How Venmo is trying to become a contactless payments leader for retailers
With a built-in audience of more than 40 million users, Venmo’s next step is a venture into powering retail transactions.
Since Paypal’s acquisition of Venmo in 2013, the peer-to-peer app has increasingly become a major source of revenue for the company. So far, the majority of Venmo’s growth has come from its popular transaction app, which processed $101 billion in payments in 2019. Now, PayPal is eyeing retailers as its next user segment.
During its latest earnings, parent company PayPal’s CEO Dan Schulman confirmed Venmo is expected to bring in $900 million in revenue next year, and become profitable by 2022. That’s nearly triple the $300 million sum it brought in in 2019. This expected bump will be due, in part, to the release of the new Venmo credit card, which is bundled with a rewards program aimed at hospitality and shopping. PayPal is also set for a business point-of-sale service rollout in the coming months.
PayPal has been slowly trying to gain a bigger retail foothold with the app, as evidenced by Venmo partnership with retailers like Foot Locker and delivery services like Grubhub and UberEats. Its plan is to continue adding partnerships — the latest being Lyft. Schulman also confirmed that the company is signing on ten major merchants — including Nike and Bed, Bath & Beyond — to process QR code payments. Venmo also plans to add 500,000 SMBs by the end of the year.

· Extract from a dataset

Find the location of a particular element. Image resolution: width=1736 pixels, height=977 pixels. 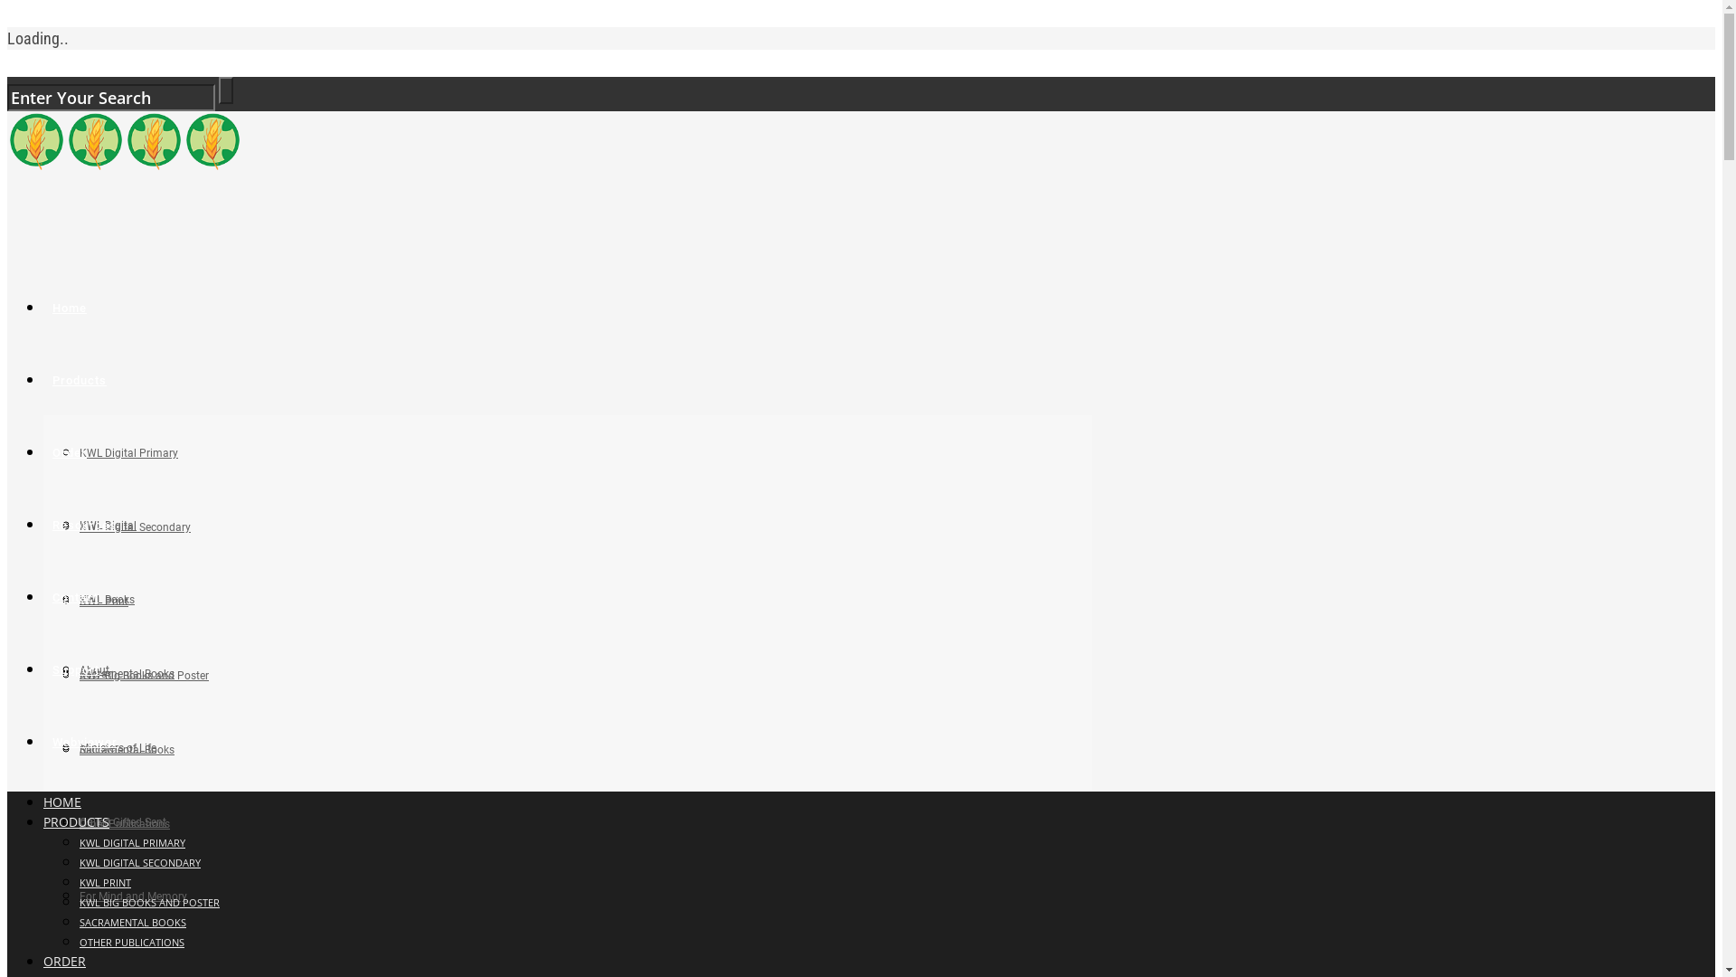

“The tailwinds are moving toward a mobile-oriented point of sale,” Schulman said, hinting at a five-to-seven-year plan to catch up with large players in this space, like Square. (Sqaure’s seller business alone brought in $965 million in quarterly revenue, according to its most recent earnings report.) To execute this, Venmo has “a number of plans underway,” he said, including consumer-facing QR codes and payment opportunities. The strategy is also in line with the U.S. market catching onto the use of digital payment apps. According to Statista, mobile POS sales are projected to hit nearly $2 billion in 2020. The category is set to grow by 19.2% by 2024, hitting $4.5 billion.
PayPal’s move comes at a time when consumers are more willing to embrace digital payment options, particularly due to coronavirus safety precautions. According to Sykes’ 2020 Retail Report Survey Data, 47% of all respondents said they’d be “more willing to shop in-store at retailers that commit to offering contactless” payment options.
Already, Venmo is trying to update its services to be friendlier to retailers. For example, it recently partnered with payments solution startup Citcon, which is helping create Venmo’s QR-based backend technology for merchants. This means merchants can scan a Venmo QR code during a transaction and have the payment go directly into its point-of-sale system. Citcon co-founder and CEO Chuck Huang told Modern Retail that with Venmo already being popular among many urban diners and shoppers, the next logical step would be to allow users to directly pay businesses via the app.
Huang said that while some merchants currently accept Venmo for “small transactions,” the consumer-facing platform isn’t yet suited for daily retail and hospitality transactions. For one, peer-to-peer payments don’t account for local taxes and fees, along with other receipt items like tipping. “The idea is to allow merchants’ backend infrastructure to support QR-based payments,” said Huang. He pointed to QR codes’ rising in popularity, as restaurants increasingly turn to them to digitize menus and other signage.
Wooing retailers has been on Venmo’s to-do list for some time, and has only ramped up since the pandemic began. This past summer, PayPal announced a long term partnership with pharmacy chain CVS, currently in the process of rolling out. The deal allows CVS shoppers to make purchases via their PayPal or Venmo app at over 8,200 locations.
These recent moves showcase payments companies trying to get a stronger foothold in mobile retail transactions. Mike Rittler, head of retail card services at TD Bank, said one of the biggest draws for companies like PayPal offering contactless payments is the further elimination of high touch interactions.
What’s been holding things back, he said, has been the number of steps required for apps-based payments. “The more steps of the transaction you minimize on the customer’s part, the more likely they are to embrace the technology,” Rittler told Modern Retail, pointing to the recent mass use of digital wallets and elimination of cash back at some retailers.
“At the end of the day, it’s a transaction of convenience,” he said.